Every exhibition should have at least one item with which, ideally, the visitor would like to abscond. “Grey Matters” is no exception, and, were there no consequences, the splendid Deposition sheet by Baccio Bandinelli would have been firmly secreted in this writer’s pocket. Bandinelli was a would-be Michelangelo and is chiefly remembered for a gigantic marble Hercules and Cacus still situated squarely in front of Florence’s municipal palace (the Palazzo Vecchio), where it was placed in 1534. Meant to remind the unruly citizenry that the Medici were now returned to power after their brief expulsion, the statue has remained the butt of irreverent jokes and criticism ever since its installation. Not only did it contrast with the nearby David, a symbol of the “free” and “republican” city, but Florentines were quick to note the artistic disparity between Michelangelo heroically carving away the marble to free the figure, allowing it to emerge from the block as one integral form, and Bandinelli adding as many as twenty separate pieces, as if he were molding clay. If this was seen as timid in the statue, there is not a tremulous line in the drawing. Its teeming figures, arrayed obliquely towards the viewer, are hewn with forceful strokes that heighten the drama of the narrative. The drawing is a rare and precious specimen of Cinquecento art.
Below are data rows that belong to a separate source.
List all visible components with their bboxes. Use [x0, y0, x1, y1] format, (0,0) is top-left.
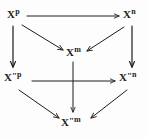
arrow-xn-to-xm [87, 27, 124, 51]
arrow-xppp-to-xppm [19, 90, 59, 118]
arrow-xppn-to-xppm [91, 90, 127, 118]
node-x-doubleprime-n-base: X [119, 71, 127, 83]
commutative-diagram: Xp Xn Xm X"p X"n X"m [0, 0, 149, 138]
node-x-p: Xp [7, 9, 20, 20]
node-x-doubleprime-p: X"p [4, 72, 21, 83]
node-x-doubleprime-m: X"m [61, 117, 81, 128]
node-x-doubleprime-p-exponent: p [17, 70, 22, 79]
node-x-p-base: X [7, 8, 15, 20]
node-x-n-exponent: n [131, 7, 136, 16]
node-x-doubleprime-p-base: X [4, 71, 12, 83]
node-x-m: Xm [66, 47, 81, 58]
node-x-doubleprime-m-exponent: m [74, 115, 81, 124]
node-x-doubleprime-n-exponent: n [132, 70, 137, 79]
arrow-xp-to-xm [22, 25, 63, 50]
node-x-doubleprime-m-base: X [61, 116, 69, 128]
node-x-n-base: X [123, 8, 131, 20]
node-x-m-base: X [66, 46, 74, 58]
node-x-p-exponent: p [15, 7, 20, 16]
node-x-doubleprime-n: X"n [119, 72, 136, 83]
node-x-n: Xn [123, 9, 136, 20]
node-x-m-exponent: m [74, 45, 81, 54]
The Paragone periodicals struggle on but are still being published, a rare survival in an art world ever more averse to comparative discipline, connoisseurship, and research. Unfortunately, galleries of Old Master art are similarly threatened. Luckily, Nicholas Hall, though the only remaining active gallery in New York for European Old Master paintings and drawings, is flourishing. Although there are still a handful of “private” dealers, Nicholas Hall distinguishes itself as a walk-in gallery with a selection of works always on view. Over the past few years, the gallery has mounted a number of interesting and provocative shows, of which “Grey Matters” is only the most recent. The exhibitions are documented by scholarly catalogues, always replete with information specific to the items on view as well as more wide-ranging articles that would fit comfortably in the pages of publications such as Paragone or The Burlington Magazine. Professor Dennis V. Geronimus, Chair of NYU’s Department of Art History, is the author of several essays that accompany this exhibition. Together, these essays trace the concept, origin, and development of the grisaille technique and constitute a veritable monograph on the subject.
- “Grey Matters” is on view at Nicholas Hall, New York, from January 25 through March 27, 2021.